The author is a professor in the Department of Community Health Sciences, Boston University School of Public Health
In his op-ed (“Congress, don’t help Big Tobacco peddle candy-flavored wares to kids,” March 26), Matthew Myers of the Campaign for Tobacco-Free Kids argues that the current FDA regulations regarding electronic cigarettes do not impede the ability of companies to put truly safer products on the market to compete with conventional tobacco cigarettes.
But the opposite is true. By requiring every new product to submit burdensome and expensive applications, the regulations make it nearly impossible for companies to introduce new and safer vaping products into the market.

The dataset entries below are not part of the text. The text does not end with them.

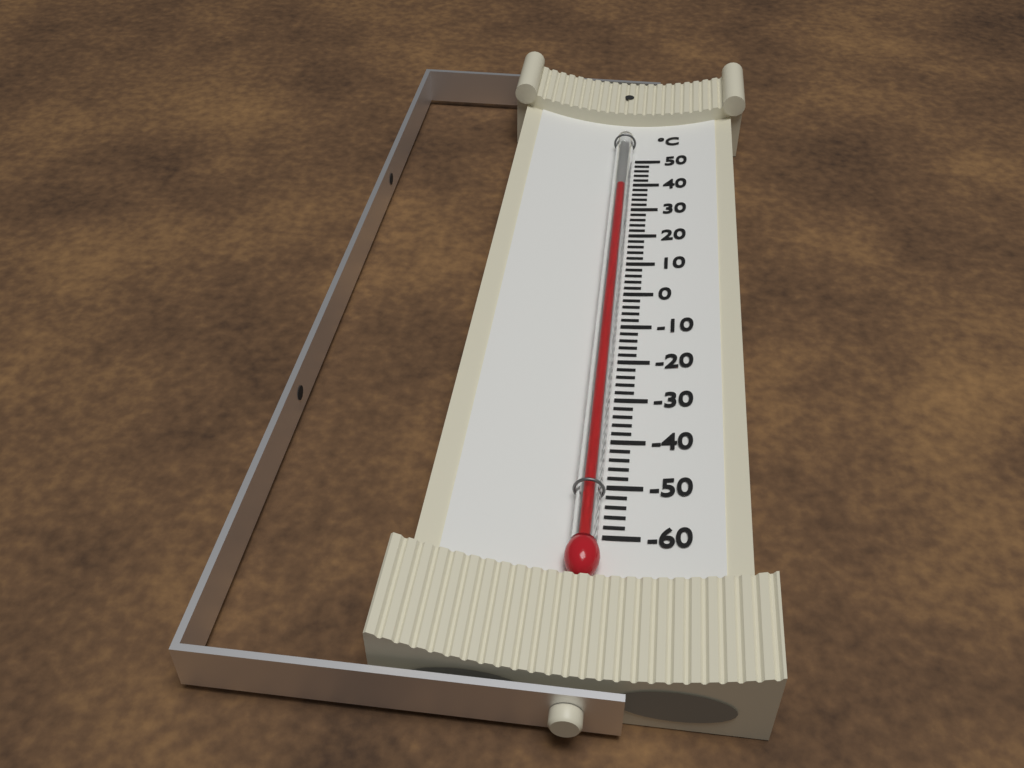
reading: 36 °C
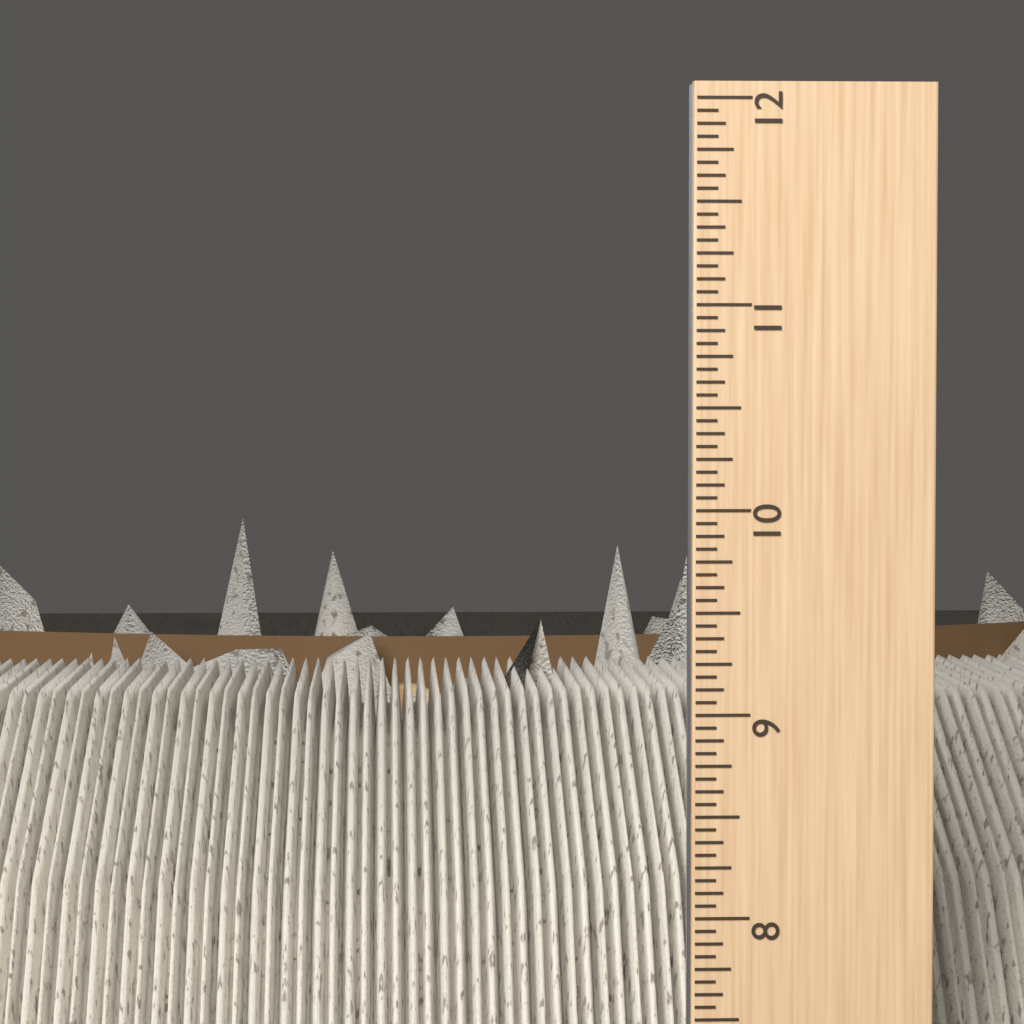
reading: 9.4375 inch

{mosads}Each individual application is estimated to cost no less than a half-million dollars, and businesses must submit a separate application for every one of the flavors they manufacture. Thus, a company that makes 50 flavors would have to spend $25 million just to keep its products on the market. The only companies that can afford this are the tobacco companies and a small number of large electronic cigarette companies. The regulations as they now stand would decimate the electronic cigarette market. This would undoubtedly lead many vapers to return to smoking.
It is difficult to understand why an anti-smoking organization like the Campaign for Tobacco-Free Kids would want to help keep the cigarette market alive and well, protected from competition by what is a much safer product. But this is exactly what the FDA regulations currently do. Unlike e-cigarettes, real cigarettes do not have to submit any application to continue marketing disease and death.

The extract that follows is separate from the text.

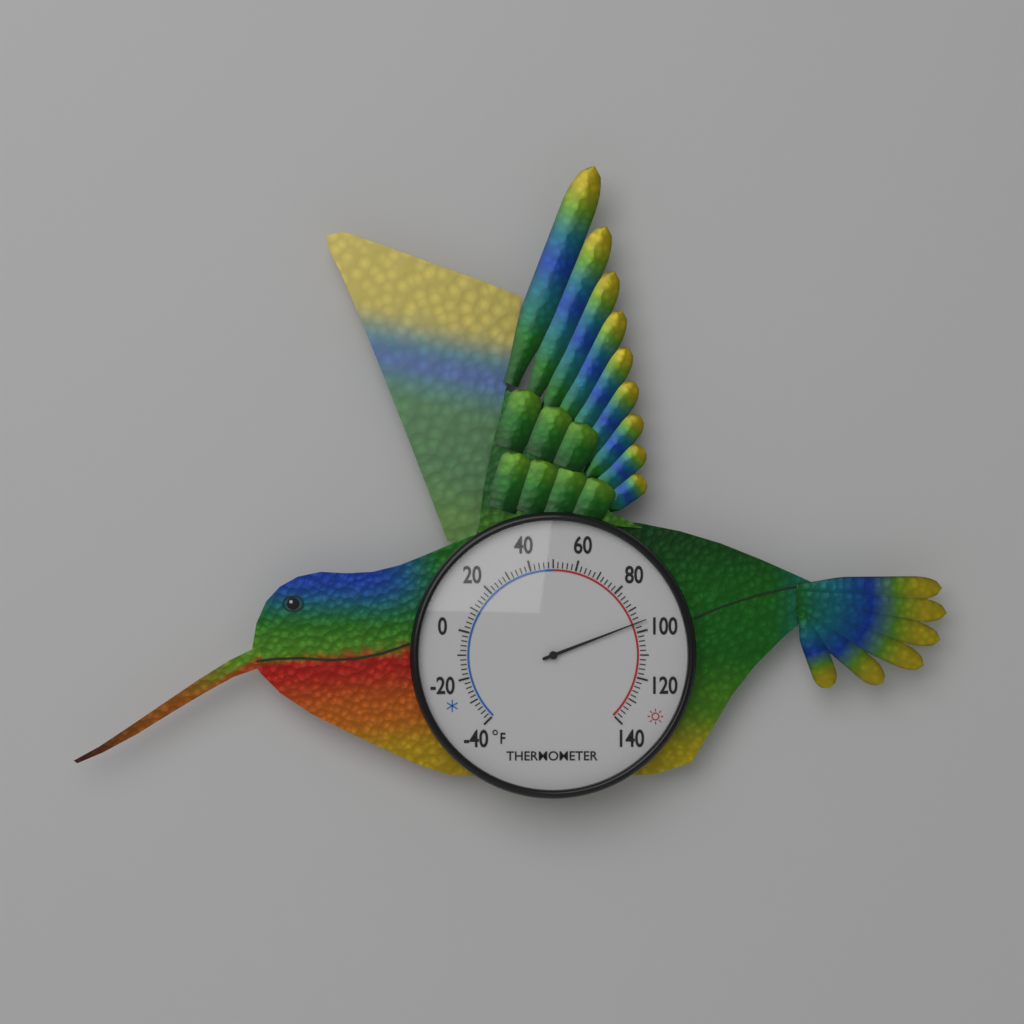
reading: 96 °F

Congress needs to act now to create a new and more sensible framework that regulates nicotine-containing products according to the degree of risk that they pose to the public.

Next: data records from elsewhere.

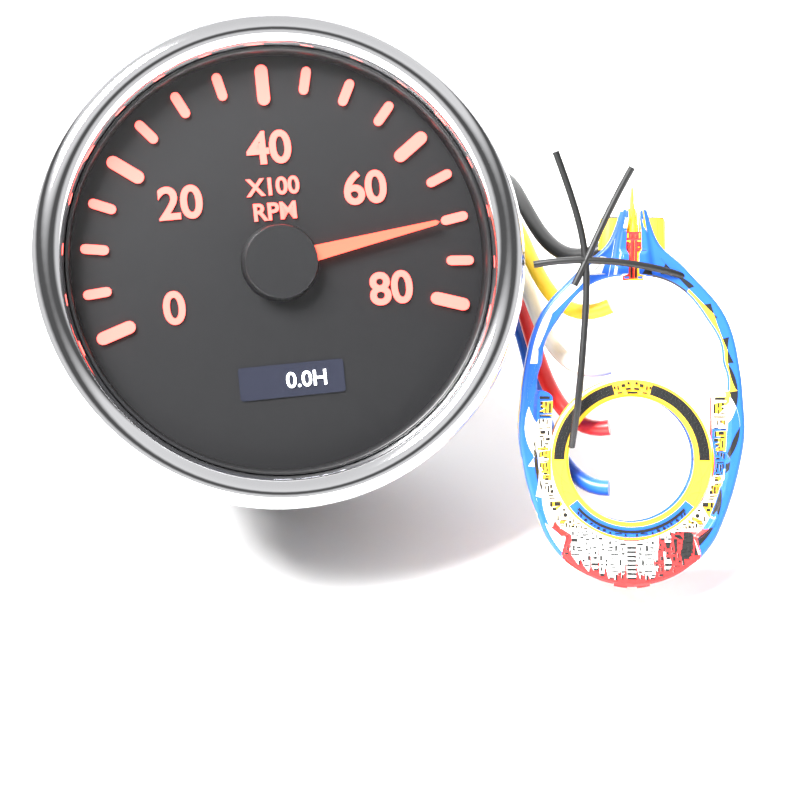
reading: 7000 RPM
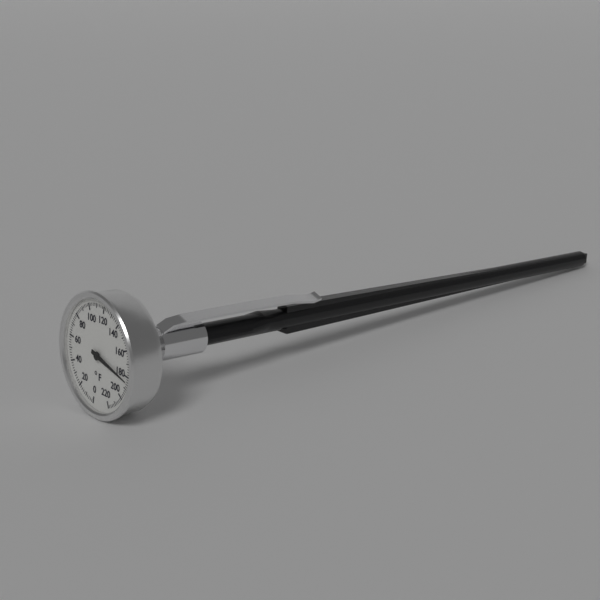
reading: 184 °F
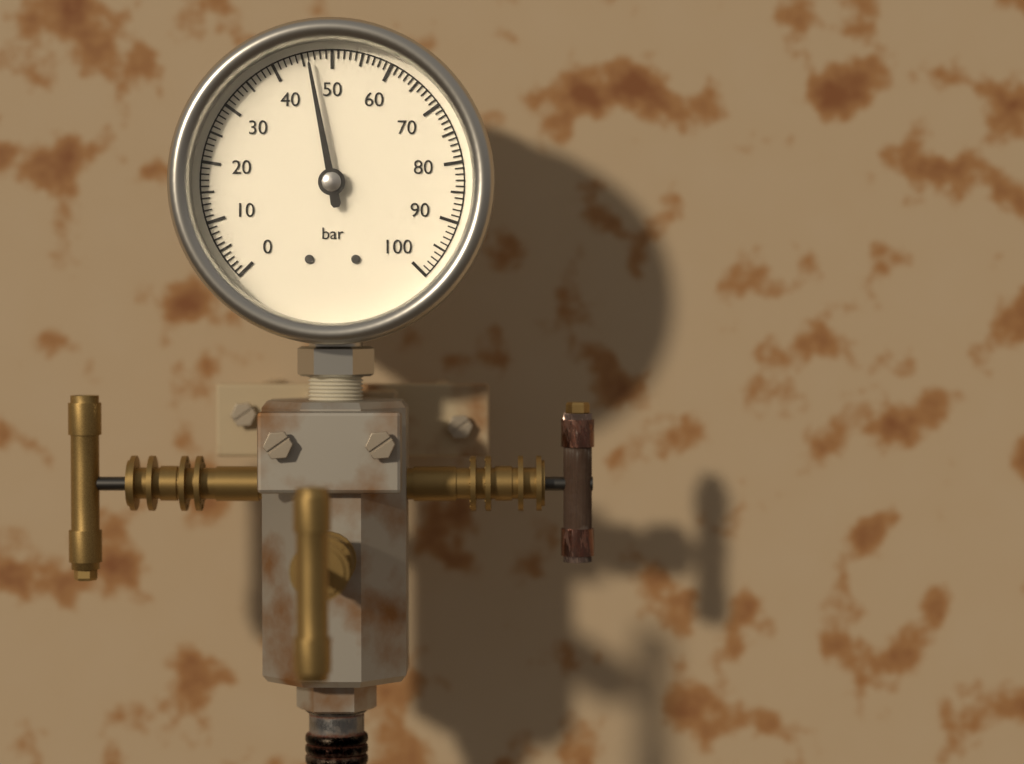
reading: 46 bar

H.R. 1156 is a step in the right direction because it at least equalizes the playing field between tobacco and electronic cigarettes. It also requires the FDA to set standards for battery safety. Nothing in the legislation inhibits the ability of FDA to promulgate regulations to protect the safety of consumers who use e-cigarettes. In fact, this bill forces the FDA to actually protect the public by setting safety standards, something it has failed to do in the seven years that e-cigarettes have been on the market.
Boston
Taxpayers should not pay the price of sanctuary city policies
From A.J. Castilla
As a combat veteran and taxpayer, I have never been encouraged to cast my vote for any candidate for elected office promising to violate federal immigrations laws. No mayor or city council member has ever run with this as one of their platforms issues and promises.
That said, we law-abiding taxpayers shouldn’t be punished when the officials who designate places as sanctuary cities should face any federal punishment alone.
My hope is that President Trump and his party won’t use the sanctuary city issue to help them balance the national budget. Neighborhoods like mine badly need the billions of dollars that we ourselves generated by paying our taxes. It is unfair that a few elected people at City Hall can make their unsupported political decision such a costly one for the rest of us.
To Attorney General Jeff Sessions, and the Justice and Homeland Security departments, I say single them out. Arrest, jail and charge them, since federal laws do allow for such.